The actress Susan Sarandon, a friend of Vidal's for many years, recalls that together the men seemed "like an old married couple," adding, "Howard took care of real life." She, her then-partner Tim Robbins and their children spent a lot of time at La Rondinaia, Vidal and Austen's home on the Amalfi coast that Vidal purchased in 1972. "[Howard] spoke better Italian than Gore, took care of the house," she says. Out at dinner, after a few drinks, Vidal would say, "Go ahead, Howard, sing," Sarandon recalls. "He would sing, a cappella, something bluesy. Gore would gaze at him proudly and lovingly."

Vidal had a very close, loving relationship with his in-laws. Austen's mother would make Vidal chicken blintzes and stuffed cabbage "and bring them to him all over the world," Arlyne Reingold says. "Gore would joke with them, putting on an exaggerated Jewish accent, and say things like, 'Oy gevalt.'"

"Gore was a really cold fish," says his friend and former editor Matt Tyrnauer. "Howard was much warmer. If Gore started to attack, he'd say, 'Don't worry, baby, it's the gin talking,' or, 'Shut up, Gore, you're wrong,' if Gore was crossing a line or getting aggressive. If Gore was banging on about the Bill of Rights, Howard would break in with, 'Gore, how big do you think [Porfirio] Rubirosa's penis was?'" referring to the 1950s Dominican diplomat and international playboy. Vidal, recalls Tyrnauer, gave a serious answer: "Probably eight inches, I imagine. The mythical nine is barely possible."

Austen "worshipped Gore, and Gore needed to be worshipped, and Gore couldn't live without Howard in a practical sense, and I think Howard used that power to keep it together," says Tyrnauer. "I think neither of them was interested in romantic love. Howard complemented Gore perfectly. He was the sorbet course to Gore's mutton." Austen was also the recipient of Vidal's rough drafts. "He would try out a personal attack or essay or passage in a novel and put it to Howard. When Howard died, the filter was gone. A lot of people were hit by missiles that Howard would have intercepted."

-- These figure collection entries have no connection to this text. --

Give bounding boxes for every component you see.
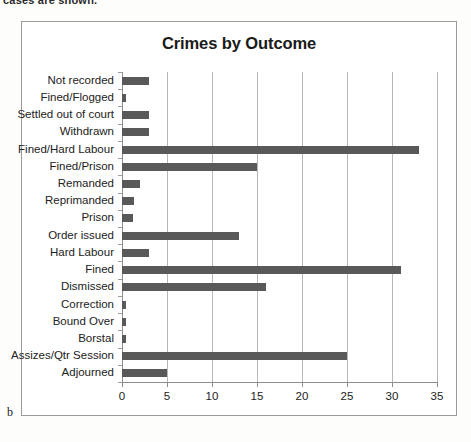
bar-9[interactable] [122,232,239,240]
x-tick-label-10: 10 [206,390,219,402]
y-tick-11 [118,261,122,262]
category-label-6: Remanded [58,178,114,190]
figure-caption: b [7,405,13,420]
category-label-3: Withdrawn [60,127,114,139]
x-tick-label-30: 30 [386,390,399,402]
gridline-10 [212,72,213,382]
category-label-7: Reprimanded [45,195,114,207]
category-label-14: Bound Over [53,316,114,328]
bar-11[interactable] [122,266,401,274]
plot-area: 05101520253035 Not recordedFined/Flogged… [122,72,437,382]
gridline-25 [347,72,348,382]
x-tick-35 [437,382,438,387]
y-tick-3 [118,124,122,125]
y-tick-5 [118,158,122,159]
y-tick-16 [118,348,122,349]
y-tick-17 [118,365,122,366]
y-tick-8 [118,210,122,211]
bar-10[interactable] [122,249,149,257]
category-label-13: Correction [61,299,114,311]
gridline-20 [302,72,303,382]
y-tick-6 [118,175,122,176]
category-label-0: Not recorded [48,75,114,87]
scanned-page: cases are shown. Crimes by Outcome 05101… [0,0,471,442]
chart-title: Crimes by Outcome [22,34,456,53]
gridline-15 [257,72,258,382]
x-tick-label-20: 20 [296,390,309,402]
x-tick-10 [212,382,213,387]
category-label-5: Fined/Prison [49,161,114,173]
category-label-10: Hard Labour [50,247,114,259]
bar-4[interactable] [122,146,419,154]
x-axis-line [122,382,437,383]
y-tick-12 [118,279,122,280]
chart-frame: Crimes by Outcome 05101520253035 Not rec… [21,21,457,416]
category-label-11: Fined [85,264,114,276]
y-tick-end [118,382,122,383]
bar-0[interactable] [122,77,149,85]
x-tick-5 [167,382,168,387]
category-label-17: Adjourned [62,368,114,380]
category-label-12: Dismissed [61,282,114,294]
y-tick-10 [118,244,122,245]
y-tick-9 [118,227,122,228]
x-tick-15 [257,382,258,387]
gridline-30 [392,72,393,382]
bar-12[interactable] [122,283,266,291]
y-tick-7 [118,193,122,194]
x-tick-label-5: 5 [164,390,170,402]
y-tick-1 [118,89,122,90]
bar-15[interactable] [122,335,126,343]
category-label-15: Borstal [78,333,114,345]
gridline-35 [437,72,438,382]
x-tick-30 [392,382,393,387]
bar-16[interactable] [122,352,347,360]
bar-8[interactable] [122,214,133,222]
bar-17[interactable] [122,369,167,377]
x-tick-label-15: 15 [251,390,264,402]
x-tick-label-35: 35 [431,390,444,402]
x-tick-label-25: 25 [341,390,354,402]
x-tick-20 [302,382,303,387]
bar-14[interactable] [122,318,126,326]
x-tick-label-0: 0 [119,390,125,402]
x-tick-25 [347,382,348,387]
bar-3[interactable] [122,128,149,136]
bar-13[interactable] [122,301,126,309]
y-tick-4 [118,141,122,142]
category-label-1: Fined/Flogged [40,92,114,104]
y-tick-14 [118,313,122,314]
bar-1[interactable] [122,94,126,102]
bar-2[interactable] [122,111,149,119]
category-label-16: Assizes/Qtr Session [11,350,114,362]
y-tick-2 [118,106,122,107]
bar-7[interactable] [122,197,134,205]
category-label-8: Prison [81,213,114,225]
cut-off-body-text: cases are shown. [3,0,173,8]
bar-5[interactable] [122,163,257,171]
y-tick-15 [118,330,122,331]
bar-6[interactable] [122,180,140,188]
category-label-4: Fined/Hard Labour [18,144,114,156]
category-label-9: Order issued [48,230,114,242]
gridline-5 [167,72,168,382]
y-tick-13 [118,296,122,297]
category-label-2: Settled out of court [17,109,114,121]
y-tick-0 [118,72,122,73]
x-tick-0 [122,382,123,387]
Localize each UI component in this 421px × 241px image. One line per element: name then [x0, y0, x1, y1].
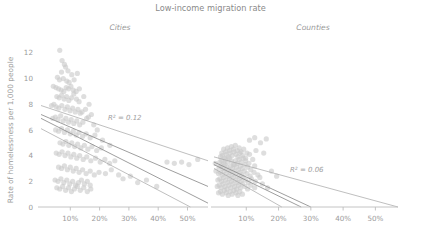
x-tick-label: 50%	[179, 214, 195, 223]
data-point	[247, 152, 252, 157]
data-point	[84, 154, 89, 159]
data-point	[59, 70, 64, 75]
y-tick-label: 6	[28, 126, 33, 135]
data-point	[120, 176, 125, 181]
data-point	[252, 185, 257, 190]
data-point	[88, 168, 93, 173]
data-point	[186, 162, 191, 167]
data-point	[264, 136, 269, 141]
data-point	[69, 72, 74, 77]
chart-root: Low-income migration rate Rate of homele…	[0, 0, 421, 241]
x-tick-label: 30%	[303, 214, 319, 223]
chart-title: Low-income migration rate	[155, 3, 265, 13]
data-point	[95, 127, 100, 132]
x-tick-label: 40%	[335, 214, 351, 223]
data-point	[96, 170, 101, 175]
data-point	[135, 180, 140, 185]
data-point	[76, 99, 81, 104]
data-point	[82, 143, 87, 148]
data-point	[258, 140, 263, 145]
r2-annotation-cities: R² = 0.12	[108, 114, 142, 122]
data-point	[65, 68, 70, 73]
data-point	[172, 161, 177, 166]
data-point	[80, 120, 85, 125]
data-point	[250, 157, 255, 162]
y-tick-label: 2	[28, 177, 33, 186]
data-point	[77, 153, 82, 158]
data-point	[80, 167, 85, 172]
data-point	[247, 138, 252, 143]
data-point	[58, 113, 63, 118]
y-tick-label: 10	[24, 74, 34, 83]
scatter-chart: Low-income migration rate Rate of homele…	[0, 0, 421, 241]
data-point	[72, 77, 77, 82]
data-point	[86, 114, 91, 119]
x-tick-label: 20%	[92, 214, 108, 223]
points-counties	[213, 135, 280, 198]
panels-group: Cities10%20%30%40%50%024681012R² = 0.12C…	[24, 23, 398, 223]
r2-annotation-counties: R² = 0.06	[290, 166, 324, 174]
data-point	[257, 175, 262, 180]
data-point	[88, 186, 93, 191]
y-tick-label: 4	[28, 151, 33, 160]
data-point	[164, 159, 169, 164]
panel-label-counties: Counties	[296, 23, 329, 32]
y-tick-label: 12	[24, 48, 33, 57]
y-axis-title: Rate of homelessness per 1,000 people	[6, 56, 15, 203]
data-point	[75, 71, 80, 76]
data-point	[253, 148, 258, 153]
panel-label-cities: Cities	[109, 23, 130, 32]
data-point	[261, 150, 266, 155]
data-point	[240, 192, 245, 197]
data-point	[144, 177, 149, 182]
y-tick-label: 8	[28, 100, 33, 109]
x-tick-label: 40%	[150, 214, 166, 223]
data-point	[77, 86, 82, 91]
data-point	[86, 102, 91, 107]
data-point	[94, 148, 99, 153]
data-point	[88, 158, 93, 163]
data-point	[112, 158, 117, 163]
regression-line-fit-b	[41, 115, 208, 187]
data-point	[79, 109, 84, 114]
data-point	[252, 135, 257, 140]
data-point	[109, 167, 114, 172]
data-point	[103, 171, 108, 176]
data-point	[81, 94, 86, 99]
data-point	[81, 185, 86, 190]
x-tick-label: 50%	[367, 214, 383, 223]
data-point	[116, 172, 121, 177]
x-tick-label: 30%	[121, 214, 137, 223]
panel-cities: Cities10%20%30%40%50%024681012R² = 0.12	[24, 23, 208, 223]
data-point	[179, 159, 184, 164]
y-tick-label: 0	[28, 203, 33, 212]
x-tick-label: 10%	[62, 214, 78, 223]
data-point	[57, 48, 62, 53]
panel-counties: Counties10%20%30%40%50%R² = 0.06	[211, 23, 398, 223]
x-tick-label: 10%	[238, 214, 254, 223]
data-point	[71, 91, 76, 96]
data-point	[92, 172, 97, 177]
x-tick-label: 20%	[271, 214, 287, 223]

Scotty Bowers, Vidal's longtime friend, famous as a pimp for many Hollywood stars of the 1950s and '60s, says that Austen would go out cruising, pick up guys and share them with Vidal. "It wasn't just prostitutes but also young men who were available," he says.

Austen told Fred Kaplan, "Who could ask for anything more? I got the company of Gore. ... I know people are puzzled by how it works.... What do you say? 'Hi, I'm Howard Austen, I'm associated with Gore Vidal, but we don't sleep together?' You assume when two men are living together that [they do]. It was a corner that they put me into that I just had to accept. Even today. ... If it were true, I would not be ashamed of it. People have done a lot worse than Gore Vidal, even though he's fat."

The novelist Edmund White says, "I think it was cruel of Gore to say that he and Howard didn't have sex. That's like denying in any real sense he's your partner."

Burr Steers, Vidal's nephew, says, "They were as close as any married couple. It was a really tight relationship. They were connected in a fundamental way. Howard took the piss out of him. He really protected Gore. Gore lost a big chunk of himself when Howard died [in 2003]. He couldn't really function as a person on his own."

Vidal cried as he listened to Austen's songs on CD. To his friends, he would cry about how much he missed Austen. One told me that they doubted whether Vidal had ever told Austen that he loved him.